03-08-06: So the news all over town says SVT is dead. Well, perhaps it is so. There was no press conference with a presentation or a press release with bullet points. It is just going away. Be not sad, it is just a badge on a car.
While the many people who were a part of the Special Vehicle Team would argue with the last statement, let me illuminate you. At the end of the day Ford Motor Company is an organization with many tribes and armies within. In these days of survival mode they are re-crafting the company to do more with less. Where there is overlap or redundancies like development teams and marketing groups dedicated to niche products there has to be a sound business case to keep it in place. With SVT, there really isn’t one.
Blasphemy you say? Granted, there are many die-hard Ford and SVT fans out there today pining away on forums about the death of Ford, speed, horsepower, and life as we know it. The sun will no longer rise. I can sympathize with the sentiment. But lets get something straight. That the Special Vehicle Team as a tribe within the company is being disbanded does not equate to the end of performance cars as we know it. Performance cars can be produced with or without a separate branding enterprise. And lets be honest, that is all SVT ever was. A marketing arm.
If you are reading this John C. I am not aiming to down-play the mission in which you so gallantly executed. In the big picture, Ford built the Mustang GT, Mach 1, Boss 302, Boss 429 and other famous muscle cars without an SVT. In the early 1980’s the Mustang GT itself was a barnstormer that was developed without an SVT. Further, the 32-valve 4.6 that first found a home in a Mustang under the SVT badge was not actually developed by SVT, but was transplanted from a Lincoln. The reality is that an outside and separate group is what was needed during that era.
My point? There are still engineers at Ford. There are still gear-heads and people dedicated to performance. The fact is, performance sells. To me, it actually makes some structural and institutional sense to integrate the performance development aspect of your brand into the mainstream of the engineering pool. Why separate it? I think that there are some potential benefits in the long run by integrating all levels of model development and marketing into one chasm.
So how you ask is Ford going to have special performance cars now? Well, indeed with less staff there is less capacity. There are famous names out there to help. Roush? Shelby? Yep. What is less known is that the majority of the development and engineering for almost every SVT vehicle that has ever been built was done lock, stock and barrel by none other than Roush Performance. That’s right, it was outsourced. Recent news that Shelby Automobiles has “done the deal” to collaborate on as many as four more cars with Ford should tell you something about where things are headed.
Again, Ford High Performance is not dead. It will just have a new badge.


→ Task requirements:
Pull out every line below that contains the word "this".
Records to use: Begin
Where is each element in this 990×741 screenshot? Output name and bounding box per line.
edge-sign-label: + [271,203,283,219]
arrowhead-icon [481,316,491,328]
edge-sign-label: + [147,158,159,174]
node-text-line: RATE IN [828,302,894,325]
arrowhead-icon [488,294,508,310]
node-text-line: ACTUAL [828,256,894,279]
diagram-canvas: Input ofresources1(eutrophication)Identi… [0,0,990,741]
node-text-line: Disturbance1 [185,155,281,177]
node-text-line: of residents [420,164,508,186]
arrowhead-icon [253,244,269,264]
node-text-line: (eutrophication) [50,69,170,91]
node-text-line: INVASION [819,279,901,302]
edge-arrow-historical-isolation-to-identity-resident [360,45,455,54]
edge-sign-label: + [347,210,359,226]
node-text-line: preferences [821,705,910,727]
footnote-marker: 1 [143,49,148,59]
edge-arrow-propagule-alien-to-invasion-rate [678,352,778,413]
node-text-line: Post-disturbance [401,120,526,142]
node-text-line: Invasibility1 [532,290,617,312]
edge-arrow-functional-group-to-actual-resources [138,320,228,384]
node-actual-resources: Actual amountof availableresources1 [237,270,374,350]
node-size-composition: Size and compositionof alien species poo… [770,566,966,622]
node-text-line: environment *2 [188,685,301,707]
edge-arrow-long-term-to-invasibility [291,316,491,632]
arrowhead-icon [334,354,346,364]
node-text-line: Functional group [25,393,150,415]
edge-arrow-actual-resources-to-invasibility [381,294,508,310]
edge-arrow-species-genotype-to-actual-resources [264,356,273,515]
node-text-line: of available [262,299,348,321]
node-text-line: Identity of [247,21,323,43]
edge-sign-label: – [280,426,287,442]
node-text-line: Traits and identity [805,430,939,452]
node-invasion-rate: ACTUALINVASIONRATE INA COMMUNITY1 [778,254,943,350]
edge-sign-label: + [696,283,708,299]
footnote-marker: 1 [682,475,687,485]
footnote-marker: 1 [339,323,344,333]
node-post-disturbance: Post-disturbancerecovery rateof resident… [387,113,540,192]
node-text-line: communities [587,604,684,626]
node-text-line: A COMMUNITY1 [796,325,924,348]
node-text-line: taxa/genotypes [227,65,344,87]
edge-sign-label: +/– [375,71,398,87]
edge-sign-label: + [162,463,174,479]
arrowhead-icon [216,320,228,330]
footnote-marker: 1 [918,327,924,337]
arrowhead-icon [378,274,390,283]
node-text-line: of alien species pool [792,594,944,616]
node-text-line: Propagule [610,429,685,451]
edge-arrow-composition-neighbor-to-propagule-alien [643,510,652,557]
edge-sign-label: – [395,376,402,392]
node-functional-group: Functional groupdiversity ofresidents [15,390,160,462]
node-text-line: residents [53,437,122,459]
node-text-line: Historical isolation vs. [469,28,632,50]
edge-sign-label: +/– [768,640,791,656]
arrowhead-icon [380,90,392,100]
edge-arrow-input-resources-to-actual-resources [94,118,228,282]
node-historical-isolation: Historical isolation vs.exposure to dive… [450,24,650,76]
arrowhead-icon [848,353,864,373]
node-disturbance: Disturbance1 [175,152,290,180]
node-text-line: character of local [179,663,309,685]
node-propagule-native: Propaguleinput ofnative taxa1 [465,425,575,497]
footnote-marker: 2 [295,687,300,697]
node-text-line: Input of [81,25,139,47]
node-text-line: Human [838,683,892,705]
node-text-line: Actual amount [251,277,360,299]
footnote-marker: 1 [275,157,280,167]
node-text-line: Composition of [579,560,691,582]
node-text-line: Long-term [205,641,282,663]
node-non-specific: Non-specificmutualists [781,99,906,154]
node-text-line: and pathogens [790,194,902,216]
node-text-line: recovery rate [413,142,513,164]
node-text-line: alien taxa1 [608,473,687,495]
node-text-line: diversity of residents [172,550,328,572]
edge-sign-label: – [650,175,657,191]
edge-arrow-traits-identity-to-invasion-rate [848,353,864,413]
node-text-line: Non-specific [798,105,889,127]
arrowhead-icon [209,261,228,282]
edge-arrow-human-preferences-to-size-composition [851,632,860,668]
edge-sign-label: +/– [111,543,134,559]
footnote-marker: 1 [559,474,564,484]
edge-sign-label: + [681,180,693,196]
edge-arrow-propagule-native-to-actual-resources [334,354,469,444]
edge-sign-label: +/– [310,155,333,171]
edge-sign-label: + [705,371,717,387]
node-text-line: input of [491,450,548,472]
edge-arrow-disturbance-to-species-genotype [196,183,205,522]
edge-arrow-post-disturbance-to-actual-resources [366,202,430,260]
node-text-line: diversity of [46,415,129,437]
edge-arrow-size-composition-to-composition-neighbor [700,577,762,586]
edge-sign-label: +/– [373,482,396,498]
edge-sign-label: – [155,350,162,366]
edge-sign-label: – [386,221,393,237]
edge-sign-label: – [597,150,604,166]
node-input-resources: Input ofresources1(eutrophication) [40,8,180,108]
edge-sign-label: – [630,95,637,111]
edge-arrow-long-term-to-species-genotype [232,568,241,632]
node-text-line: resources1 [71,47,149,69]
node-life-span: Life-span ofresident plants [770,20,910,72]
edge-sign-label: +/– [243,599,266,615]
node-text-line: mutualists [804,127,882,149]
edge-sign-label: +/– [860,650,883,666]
Records to use: End
Records to use: Begin
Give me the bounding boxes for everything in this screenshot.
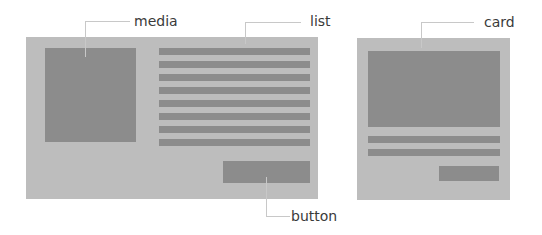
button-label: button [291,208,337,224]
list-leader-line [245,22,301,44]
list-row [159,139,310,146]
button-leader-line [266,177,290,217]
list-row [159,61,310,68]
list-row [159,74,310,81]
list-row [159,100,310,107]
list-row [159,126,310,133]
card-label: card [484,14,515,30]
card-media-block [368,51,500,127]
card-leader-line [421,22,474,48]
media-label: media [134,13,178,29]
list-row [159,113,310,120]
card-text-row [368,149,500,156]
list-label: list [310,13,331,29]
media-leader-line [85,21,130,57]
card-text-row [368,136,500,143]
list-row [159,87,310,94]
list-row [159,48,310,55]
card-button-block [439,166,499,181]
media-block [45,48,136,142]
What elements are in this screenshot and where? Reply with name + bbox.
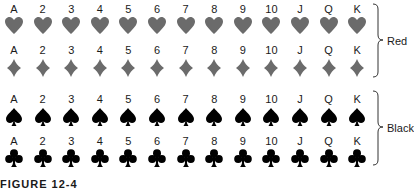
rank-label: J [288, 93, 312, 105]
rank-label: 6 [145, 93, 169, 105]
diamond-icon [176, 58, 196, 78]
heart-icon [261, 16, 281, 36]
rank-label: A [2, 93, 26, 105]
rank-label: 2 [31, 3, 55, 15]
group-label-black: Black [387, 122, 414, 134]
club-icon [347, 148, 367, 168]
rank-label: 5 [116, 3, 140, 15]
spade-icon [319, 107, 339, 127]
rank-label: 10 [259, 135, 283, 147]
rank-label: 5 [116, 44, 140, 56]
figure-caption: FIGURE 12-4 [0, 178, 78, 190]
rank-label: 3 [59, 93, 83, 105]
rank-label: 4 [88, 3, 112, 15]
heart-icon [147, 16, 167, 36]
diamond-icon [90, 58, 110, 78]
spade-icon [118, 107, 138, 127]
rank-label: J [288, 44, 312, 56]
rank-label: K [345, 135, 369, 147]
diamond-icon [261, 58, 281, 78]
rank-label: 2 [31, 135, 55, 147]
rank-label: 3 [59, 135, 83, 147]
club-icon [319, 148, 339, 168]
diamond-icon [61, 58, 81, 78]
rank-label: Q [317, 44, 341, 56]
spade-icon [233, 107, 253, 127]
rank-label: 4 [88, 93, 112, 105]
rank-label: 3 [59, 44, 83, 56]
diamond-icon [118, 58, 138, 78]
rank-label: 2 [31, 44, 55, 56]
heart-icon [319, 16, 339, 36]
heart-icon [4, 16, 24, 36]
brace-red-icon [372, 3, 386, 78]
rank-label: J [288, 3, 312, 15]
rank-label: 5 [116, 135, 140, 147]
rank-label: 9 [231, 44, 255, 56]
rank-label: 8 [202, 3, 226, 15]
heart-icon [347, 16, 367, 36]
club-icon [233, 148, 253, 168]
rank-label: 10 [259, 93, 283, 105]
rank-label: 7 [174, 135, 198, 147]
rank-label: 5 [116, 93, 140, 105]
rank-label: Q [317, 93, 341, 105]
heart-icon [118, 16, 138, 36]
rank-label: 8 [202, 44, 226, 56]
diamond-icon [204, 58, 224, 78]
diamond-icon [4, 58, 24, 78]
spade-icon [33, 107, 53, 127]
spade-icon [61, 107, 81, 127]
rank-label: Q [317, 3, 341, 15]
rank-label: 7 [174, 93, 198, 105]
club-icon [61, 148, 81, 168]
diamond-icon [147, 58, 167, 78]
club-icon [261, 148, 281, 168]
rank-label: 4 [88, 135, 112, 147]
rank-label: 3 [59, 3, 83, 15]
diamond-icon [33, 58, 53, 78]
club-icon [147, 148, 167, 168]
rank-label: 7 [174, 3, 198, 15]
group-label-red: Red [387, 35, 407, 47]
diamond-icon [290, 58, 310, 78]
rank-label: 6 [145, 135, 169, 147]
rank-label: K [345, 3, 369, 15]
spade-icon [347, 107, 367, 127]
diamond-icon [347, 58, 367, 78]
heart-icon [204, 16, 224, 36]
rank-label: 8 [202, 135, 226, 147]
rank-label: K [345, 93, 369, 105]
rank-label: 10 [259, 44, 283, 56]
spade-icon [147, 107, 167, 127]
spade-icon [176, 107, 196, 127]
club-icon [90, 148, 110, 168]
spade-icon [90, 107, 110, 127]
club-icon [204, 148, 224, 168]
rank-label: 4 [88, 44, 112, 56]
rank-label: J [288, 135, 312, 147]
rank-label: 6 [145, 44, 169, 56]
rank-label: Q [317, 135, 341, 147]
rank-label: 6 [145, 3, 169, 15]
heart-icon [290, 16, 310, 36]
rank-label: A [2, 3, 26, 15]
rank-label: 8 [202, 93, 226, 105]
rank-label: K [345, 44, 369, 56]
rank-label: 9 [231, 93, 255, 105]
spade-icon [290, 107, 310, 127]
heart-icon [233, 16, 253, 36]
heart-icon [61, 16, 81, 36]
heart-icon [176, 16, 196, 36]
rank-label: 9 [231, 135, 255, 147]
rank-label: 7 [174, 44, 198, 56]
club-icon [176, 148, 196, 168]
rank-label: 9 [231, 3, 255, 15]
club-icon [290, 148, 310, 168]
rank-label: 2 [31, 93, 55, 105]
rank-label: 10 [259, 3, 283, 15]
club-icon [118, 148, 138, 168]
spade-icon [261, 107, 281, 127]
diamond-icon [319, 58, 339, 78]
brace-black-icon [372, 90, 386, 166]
Records to use: End
Records to use: Begin
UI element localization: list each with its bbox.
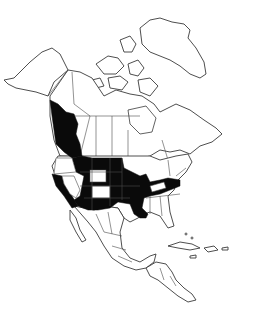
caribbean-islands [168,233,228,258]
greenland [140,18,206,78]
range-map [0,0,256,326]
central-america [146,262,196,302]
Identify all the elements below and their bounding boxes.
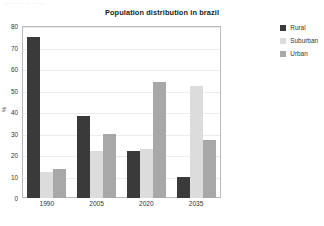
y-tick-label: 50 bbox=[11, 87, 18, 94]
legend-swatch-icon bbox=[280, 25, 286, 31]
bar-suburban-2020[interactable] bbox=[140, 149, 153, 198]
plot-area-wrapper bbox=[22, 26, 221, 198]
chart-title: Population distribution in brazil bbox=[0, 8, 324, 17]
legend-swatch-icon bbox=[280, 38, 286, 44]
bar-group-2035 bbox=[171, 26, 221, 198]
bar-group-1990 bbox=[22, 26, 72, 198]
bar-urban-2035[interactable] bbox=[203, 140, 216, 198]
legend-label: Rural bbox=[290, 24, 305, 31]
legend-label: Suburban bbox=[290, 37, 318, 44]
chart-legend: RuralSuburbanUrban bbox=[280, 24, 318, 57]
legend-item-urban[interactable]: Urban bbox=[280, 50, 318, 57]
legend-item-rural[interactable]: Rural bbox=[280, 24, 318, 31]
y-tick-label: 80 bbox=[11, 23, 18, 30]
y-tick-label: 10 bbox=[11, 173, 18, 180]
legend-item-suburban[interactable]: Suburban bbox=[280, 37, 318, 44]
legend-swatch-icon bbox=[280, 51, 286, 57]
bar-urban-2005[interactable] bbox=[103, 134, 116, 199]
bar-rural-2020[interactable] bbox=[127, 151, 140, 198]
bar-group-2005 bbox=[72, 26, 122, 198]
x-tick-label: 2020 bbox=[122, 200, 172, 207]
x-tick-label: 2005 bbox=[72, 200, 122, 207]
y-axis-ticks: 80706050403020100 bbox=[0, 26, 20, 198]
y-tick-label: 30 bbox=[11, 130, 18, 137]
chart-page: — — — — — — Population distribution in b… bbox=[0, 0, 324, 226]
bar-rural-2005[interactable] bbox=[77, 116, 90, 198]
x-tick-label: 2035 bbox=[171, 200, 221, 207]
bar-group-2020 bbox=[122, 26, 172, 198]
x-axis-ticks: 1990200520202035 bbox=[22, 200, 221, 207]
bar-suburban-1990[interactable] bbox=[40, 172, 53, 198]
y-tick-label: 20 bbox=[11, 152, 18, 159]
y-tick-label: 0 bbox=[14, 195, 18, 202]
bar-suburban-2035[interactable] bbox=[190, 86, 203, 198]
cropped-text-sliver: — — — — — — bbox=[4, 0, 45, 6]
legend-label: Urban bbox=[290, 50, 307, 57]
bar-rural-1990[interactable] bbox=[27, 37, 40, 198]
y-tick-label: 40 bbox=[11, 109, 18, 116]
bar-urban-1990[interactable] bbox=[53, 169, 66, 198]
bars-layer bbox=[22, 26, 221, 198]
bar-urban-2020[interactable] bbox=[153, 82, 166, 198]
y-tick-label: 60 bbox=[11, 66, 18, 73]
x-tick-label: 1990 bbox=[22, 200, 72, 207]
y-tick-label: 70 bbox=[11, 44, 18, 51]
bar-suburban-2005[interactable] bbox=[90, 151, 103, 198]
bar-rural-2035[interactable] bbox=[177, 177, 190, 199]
Records to use: End
→ Response area:
Where is each element in this 990×741 screenshot? Output name and bounding box per line.
Give me the bounding boxes for everything in this screenshot.
What elements are in this screenshot and where? Reply with name + bbox.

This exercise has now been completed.